Pardon the mixed metaphor, but I wonder if even the Seattle/Redmond private beta will get tire kickers for this turkey, much more anywhere else.
The CD-ROM encyclopedias killed the printed versions, then the online encyclopedias killed the CD-ROMs, and now the free online encyclopedias (primarily Wikipedia, but also Google’s Knol) are killing off the paid online encyclopedias like Microsoft’s Encarta as Emil Protalinksi discovered:
When I first saw this, I had to do a double take. I made sure it wasn’t April 1 at least three times before I conceded. While looking around Encarta’s homepage today, I stumbled on a message that Microsoft was getting rid of MSN Encarta completely: "On October 31, 2009, MSN Encarta Web sites worldwide will be discontinued, with the exception of Encarta Japan, which will be discontinued on December 31, 2009. Additionally, Microsoft will cease to sell Microsoft Student and Encarta Premium software products worldwide by June 2009." Looks like employees at Wikipedia and Encyclopaedia Britannica will be throwing parties tonight.
The Britannica employees would be better served by sprucing up their resumes. A Microsoft spokesman mostly said that it was an evolutionary step, which indeed it is, and would not reveal if there were any layoffs. See the Encarta Wikipedia entry (naturally) for more on Encarta’s history.
Mary Jo Foley at ZDNET has spotted a Microsoft forum posting announcing some big changes for Microsoft’s consumer financial software package, Money Plus.
Microsoft MVP Bob Peel posting at the behest of the Money team says that there will be no annual Money Plus update for 2009 with "future release dates TBD." The reason is that "the incremental updates to the software don’t merit a new product release every year."
Moreover, Microsoft is ending all retail box sales of Money Plus because of consumer disinterest in that channel and "is focusing distribution efforts for Microsoft Money Plus software online via download."
I don’t think either action will come as a surprise to most Microsoft Money users. In recent years I’ve mostly gotten my copies as a downloadable freebie with my annual purchase of tax software and frankly don’t often bother to download it since the annual changes are minimal. However, Peel takes great pains to assure his audience that Microsoft has not pulled the plug entirely on Money Plus or on retail box sales of other Microsoft consumer software if that distribution model still fits the product.
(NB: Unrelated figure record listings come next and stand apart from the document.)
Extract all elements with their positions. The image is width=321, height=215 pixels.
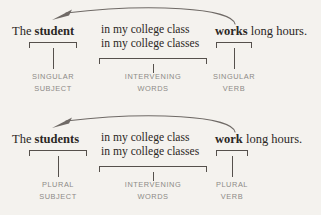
caption-subject: SINGULAR SUBJECT: [32, 71, 74, 95]
caption-verb-line-1: PLURAL: [216, 179, 248, 191]
caption-subject-line-2: SUBJECT: [39, 191, 77, 203]
caption-subject-line-1: SINGULAR: [32, 71, 74, 83]
subject-phrase: The student: [12, 23, 74, 40]
intervening-phrase: in my college class in my college classe…: [101, 22, 199, 52]
singular-agreement-example: The student in my college class in my co…: [0, 0, 321, 107]
subject-phrase: The students: [12, 131, 79, 148]
caption-intervening: INTERVENING WORDS: [125, 71, 181, 95]
caption-intervening: INTERVENING WORDS: [125, 179, 181, 203]
grammar-diagram-page: The student in my college class in my co…: [0, 0, 321, 215]
sentence-row: The students in my college class in my c…: [0, 130, 321, 164]
subject-emphasis: student: [35, 24, 75, 38]
verb-phrase: works long hours.: [215, 23, 307, 40]
caption-subject-line-1: PLURAL: [39, 179, 77, 191]
verb-suffix: long hours.: [248, 24, 307, 38]
verb-suffix: long hours.: [243, 132, 302, 146]
caption-verb: PLURAL VERB: [216, 179, 248, 203]
subject-prefix: The: [12, 132, 35, 146]
intervening-line-1: in my college class: [101, 131, 190, 144]
caption-verb-line-2: VERB: [216, 191, 248, 203]
verb-emphasis: works: [215, 24, 248, 38]
verb-emphasis: work: [215, 132, 243, 146]
sentence-row: The student in my college class in my co…: [0, 22, 321, 56]
verb-phrase: work long hours.: [215, 131, 302, 148]
caption-verb-line-2: VERB: [213, 83, 255, 95]
subject-stem: [58, 156, 59, 177]
caption-intervening-line-2: WORDS: [125, 191, 181, 203]
caption-subject-line-2: SUBJECT: [32, 83, 74, 95]
intervening-line-2: in my college classes: [101, 144, 199, 159]
caption-subject: PLURAL SUBJECT: [39, 179, 77, 203]
subject-emphasis: students: [35, 132, 79, 146]
caption-intervening-line-1: INTERVENING: [125, 71, 181, 83]
subject-prefix: The: [12, 24, 35, 38]
subject-stem: [53, 48, 54, 69]
caption-verb-line-1: SINGULAR: [213, 71, 255, 83]
verb-stem: [232, 156, 233, 177]
intervening-phrase: in my college class in my college classe…: [101, 130, 199, 160]
intervening-line-1: in my college class: [101, 23, 190, 36]
caption-intervening-line-1: INTERVENING: [125, 179, 181, 191]
plural-agreement-example: The students in my college class in my c…: [0, 108, 321, 215]
intervening-line-2: in my college classes: [101, 36, 199, 51]
verb-stem: [234, 48, 235, 69]
caption-verb: SINGULAR VERB: [213, 71, 255, 95]
caption-intervening-line-2: WORDS: [125, 83, 181, 95]
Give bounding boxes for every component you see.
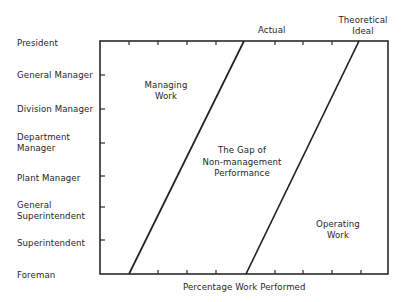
y-label-plant-manager: Plant Manager: [17, 173, 80, 183]
theoretical-ideal-line-label: Theoretical Ideal: [335, 15, 391, 37]
y-label-department-manager: Department Manager: [17, 132, 70, 154]
y-label-general-manager: General Manager: [17, 70, 93, 80]
y-label-general-superintendent: General Superintendent: [17, 200, 85, 222]
gap-label: The Gap of Non-management Performance: [198, 145, 286, 180]
actual-line-label: Actual: [258, 25, 286, 35]
y-label-president: President: [17, 38, 58, 48]
y-label-superintendent: Superintendent: [17, 238, 85, 248]
y-label-foreman: Foreman: [17, 270, 55, 280]
y-label-division-manager: Division Manager: [17, 104, 93, 114]
x-axis-label: Percentage Work Performed: [183, 282, 306, 292]
operating-work-label: Operating Work: [308, 219, 368, 241]
managing-work-label: Managing Work: [136, 80, 196, 102]
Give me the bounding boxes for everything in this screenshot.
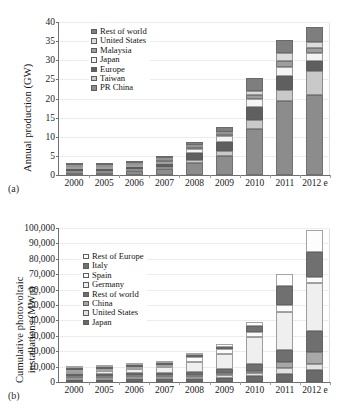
- y-tick-mark: [56, 320, 59, 321]
- gridline: [59, 228, 330, 229]
- bar-segment-japan: [96, 380, 113, 382]
- bar-segment-japan: [276, 374, 293, 382]
- bar-segment-japan: [246, 99, 263, 107]
- legend-swatch-icon: [91, 76, 97, 82]
- x-tick-label: 2006: [125, 385, 144, 395]
- legend-swatch-icon: [91, 48, 97, 54]
- legend-swatch-icon: [91, 29, 97, 35]
- y-tick-label: 0: [50, 170, 55, 180]
- bar-segment-europe: [246, 107, 263, 120]
- legend-item-japan[interactable]: Japan: [83, 318, 144, 327]
- y-tick-mark: [56, 22, 59, 23]
- panel-label-b: (b): [8, 390, 20, 401]
- y-tick-label: 70,000: [29, 269, 55, 279]
- x-tick-label: 2005: [95, 178, 114, 188]
- bar-segment-rest-of-world: [246, 78, 263, 90]
- legend-label: Japan: [92, 318, 112, 327]
- y-tick-mark: [56, 290, 59, 291]
- x-tick-mark: [270, 175, 271, 178]
- y-tick-mark: [56, 367, 59, 368]
- bar-2000: [66, 163, 83, 175]
- x-tick-label: 2006: [125, 178, 144, 188]
- bar-segment-japan: [156, 379, 173, 382]
- gridline: [59, 22, 330, 23]
- bar-segment-rest-of-europe: [306, 230, 323, 252]
- bar-segment-spain: [306, 277, 323, 284]
- y-tick-mark: [56, 118, 59, 119]
- bar-2007: [156, 156, 173, 175]
- y-tick-label: 100,000: [24, 223, 55, 233]
- bar-segment-japan: [246, 376, 263, 382]
- y-tick-label: 10: [46, 132, 56, 142]
- bar-2005: [96, 365, 113, 382]
- y-tick-mark: [56, 351, 59, 352]
- y-tick-mark: [56, 382, 59, 383]
- x-tick-label: 2010: [245, 385, 264, 395]
- y-tick-mark: [56, 175, 59, 176]
- y-tick-label: 30: [46, 55, 56, 65]
- x-tick-mark: [89, 175, 90, 178]
- x-tick-label: 2012 e: [302, 385, 328, 395]
- x-tick-label: 2010: [245, 178, 264, 188]
- chart-panel-a: (a) Annual production (GW) 0510152025303…: [0, 0, 340, 208]
- x-tick-mark: [210, 175, 211, 178]
- legend-a: Rest of worldUnited StatesMalaysiaJapanE…: [89, 25, 150, 95]
- bar-segment-rest-of-world: [306, 331, 323, 352]
- bar-2010: [246, 322, 263, 382]
- bar-segment-rest-of-world: [276, 40, 293, 53]
- legend-swatch-icon: [83, 273, 89, 279]
- y-tick-mark: [56, 99, 59, 100]
- bar-segment-china: [306, 352, 323, 364]
- bar-2006: [126, 161, 143, 175]
- y-tick-mark: [56, 79, 59, 80]
- x-tick-label: 2012 e: [302, 178, 328, 188]
- bar-2006: [126, 363, 143, 382]
- x-tick-mark: [240, 382, 241, 385]
- y-tick-mark: [56, 336, 59, 337]
- bar-segment-united-states: [276, 53, 293, 61]
- bar-segment-italy: [276, 286, 293, 306]
- bar-segment-europe: [216, 142, 233, 150]
- bar-segment-japan: [66, 380, 83, 382]
- legend-item-pr-china[interactable]: PR China: [91, 83, 147, 92]
- legend-swatch-icon: [91, 67, 97, 73]
- x-tick-label: 2007: [155, 178, 174, 188]
- legend-swatch-icon: [91, 57, 97, 63]
- y-tick-label: 90,000: [29, 238, 55, 248]
- x-tick-mark: [119, 175, 120, 178]
- x-tick-mark: [330, 382, 331, 385]
- bar-2012-e: [306, 230, 323, 382]
- x-tick-mark: [210, 382, 211, 385]
- y-tick-mark: [56, 243, 59, 244]
- bar-2011: [276, 274, 293, 382]
- y-tick-mark: [56, 41, 59, 42]
- x-tick-label: 2011: [276, 385, 295, 395]
- x-tick-mark: [240, 175, 241, 178]
- y-tick-mark: [56, 156, 59, 157]
- bar-2010: [246, 78, 263, 175]
- legend-swatch-icon: [91, 38, 97, 44]
- x-tick-mark: [300, 382, 301, 385]
- bar-segment-europe: [306, 61, 323, 71]
- bar-2012-e: [306, 27, 323, 175]
- bar-segment-europe: [186, 153, 203, 160]
- bar-segment-germany: [306, 283, 323, 331]
- bar-segment-pr-china: [126, 171, 143, 175]
- legend-swatch-icon: [83, 310, 89, 316]
- gridline: [59, 243, 330, 244]
- bar-segment-pr-china: [156, 169, 173, 175]
- y-tick-label: 20,000: [29, 346, 55, 356]
- bar-segment-pr-china: [306, 95, 323, 175]
- y-tick-mark: [56, 60, 59, 61]
- legend-swatch-icon: [83, 301, 89, 307]
- x-tick-label: 2005: [95, 385, 114, 395]
- x-tick-label: 2000: [65, 178, 84, 188]
- bar-2008: [186, 142, 203, 175]
- y-tick-label: 80,000: [29, 254, 55, 264]
- y-tick-label: 10,000: [29, 362, 55, 372]
- x-tick-mark: [89, 382, 90, 385]
- bar-segment-germany: [216, 354, 233, 369]
- x-tick-label: 2008: [185, 178, 204, 188]
- legend-swatch-icon: [83, 292, 89, 298]
- bar-segment-pr-china: [186, 163, 203, 175]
I wonder about the latter though - with high speed Internet connections, there is really no reason to have to go to the dwindling number of brick and mortar stores that carry a more than token collection of software to purchase a shrink wrapped box. However, not everyone has a high speed connection so there would seem to always be a place for mail order box sales at least. What Microsoft is proposing is a product by product determination of when that demographic gets too small to continue supporting.